Sunday 30 August 2009

Then I fell

I can hardly drag my foot up the stairs. It isn't the foot, it's the muscle in the left calf that won't engage and hold in place in order for me to lift the foot. I can slide the foot and going down stairs is easy if I edge it to the end of each step and then kind of throw it over. But to raise the foot even a fraction I need to grab the muscle of the upper thigh, supporting or more like cradling the knee joint as well and hoist it up. Once the foot touches new ground I can sway forward through the hip joint, then hoist myself up using arm strength and a good deal of hand pressure on the bannisters and rock myself into place, lowering down on the outbreath. Than again I need to raise up and let fall back down the leg and it's dangling foot in order that a further placement becomes possible. Thinking through this manoever as I am doing it makes of the usual rotary a series of planes that come up against one another but never actually bend into the on-going trigger-release of walking. The overlong stoppages make it doubly exhausting to generate the momentum in order to get going once again. Consequeently my upper back and chest seem to seize up quite regularly. My neck is taught from straining forward and the muscles in the back of my neck are churning over on themselves into a thick rubbery mass. On my brow there is sweat. I begin to laugh at myself. Yesterday I was skating over smooth ice at incredible speed with my niece to the sound of chart hits. There was an old man dressed impecably in a dark blue velvet suit and a white bow tie teaching ballroom dancing on ice to a woman. Than I fell.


* **EXERCISE DETAILS**: Write how many lines in the records below include the string "zero". No other text should be given.

* **DATASET RECORDS**:
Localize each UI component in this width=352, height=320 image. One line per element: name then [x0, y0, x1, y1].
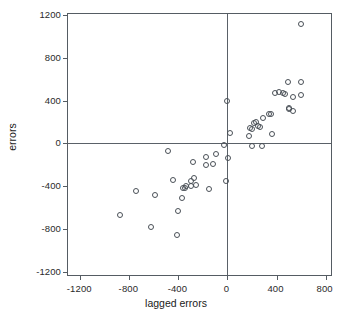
data-point — [298, 92, 304, 98]
data-point — [148, 224, 154, 230]
x-axis-tick — [80, 275, 81, 280]
data-point — [203, 162, 209, 168]
data-point — [190, 159, 196, 165]
y-axis-tick-label: 400 — [45, 94, 61, 105]
y-axis-title: errors — [6, 97, 18, 177]
x-axis-tick-label: -1200 — [67, 283, 92, 294]
data-point — [203, 154, 209, 160]
x-axis-tick — [178, 275, 179, 280]
data-point — [290, 94, 296, 100]
y-axis-tick-label: -400 — [42, 180, 61, 191]
x-axis-tick-label: -400 — [168, 283, 187, 294]
x-axis-tick-label: -800 — [119, 283, 138, 294]
data-point — [165, 148, 171, 154]
data-point — [174, 232, 180, 238]
data-point — [221, 142, 227, 148]
x-axis-tick-label: 0 — [224, 283, 229, 294]
data-point — [249, 143, 255, 149]
y-axis-tick — [63, 101, 68, 102]
data-point — [170, 177, 176, 183]
y-axis-tick — [63, 143, 68, 144]
data-point — [227, 130, 233, 136]
data-point — [285, 79, 291, 85]
data-point — [246, 133, 252, 139]
data-point — [191, 175, 197, 181]
data-point — [117, 212, 123, 218]
x-axis-tick — [326, 275, 327, 280]
x-axis-tick-label-group: -1200-800-4000400800 — [67, 283, 332, 297]
x-axis-title: lagged errors — [0, 297, 352, 309]
y-axis-tick-label: -800 — [42, 222, 61, 233]
data-point — [180, 185, 186, 191]
y-axis-tick — [63, 272, 68, 273]
y-axis-tick-label: 1200 — [39, 9, 61, 20]
data-point — [249, 126, 255, 132]
data-point — [260, 115, 266, 121]
x-axis-tick — [277, 275, 278, 280]
data-point — [210, 161, 216, 167]
scatter-plot-figure: -1200-800-40004008001200 -1200-800-40004… — [0, 0, 352, 320]
data-point — [298, 21, 304, 27]
data-point — [206, 186, 212, 192]
y-axis-tick — [63, 229, 68, 230]
data-point — [269, 131, 275, 137]
zero-reference-line-vertical — [227, 14, 228, 275]
y-axis-tick-label: 800 — [45, 51, 61, 62]
data-point — [257, 124, 263, 130]
data-point — [272, 90, 278, 96]
data-point — [286, 106, 292, 112]
x-axis-tick — [227, 275, 228, 280]
data-point — [223, 178, 229, 184]
data-point — [133, 188, 139, 194]
y-axis-tick — [63, 186, 68, 187]
y-axis-tick — [63, 58, 68, 59]
y-axis-tick-label-group: -1200-800-40004008001200 — [18, 13, 61, 276]
data-point — [179, 195, 185, 201]
y-axis-tick — [63, 15, 68, 16]
x-axis-tick-label: 800 — [317, 283, 333, 294]
data-point — [213, 151, 219, 157]
data-point — [259, 143, 265, 149]
data-point — [175, 208, 181, 214]
y-axis-tick-label: -1200 — [36, 265, 61, 276]
data-point — [224, 98, 230, 104]
data-point — [152, 192, 158, 198]
zero-reference-line-horizontal — [68, 143, 331, 144]
data-point — [282, 91, 288, 97]
plot-area — [67, 13, 332, 276]
y-axis-tick-label: 0 — [56, 137, 61, 148]
x-axis-tick — [129, 275, 130, 280]
x-axis-tick-label: 400 — [267, 283, 283, 294]
data-point — [225, 155, 231, 161]
data-point — [298, 79, 304, 85]
data-point — [268, 111, 274, 117]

* **SOLVED PROBLEM**: 2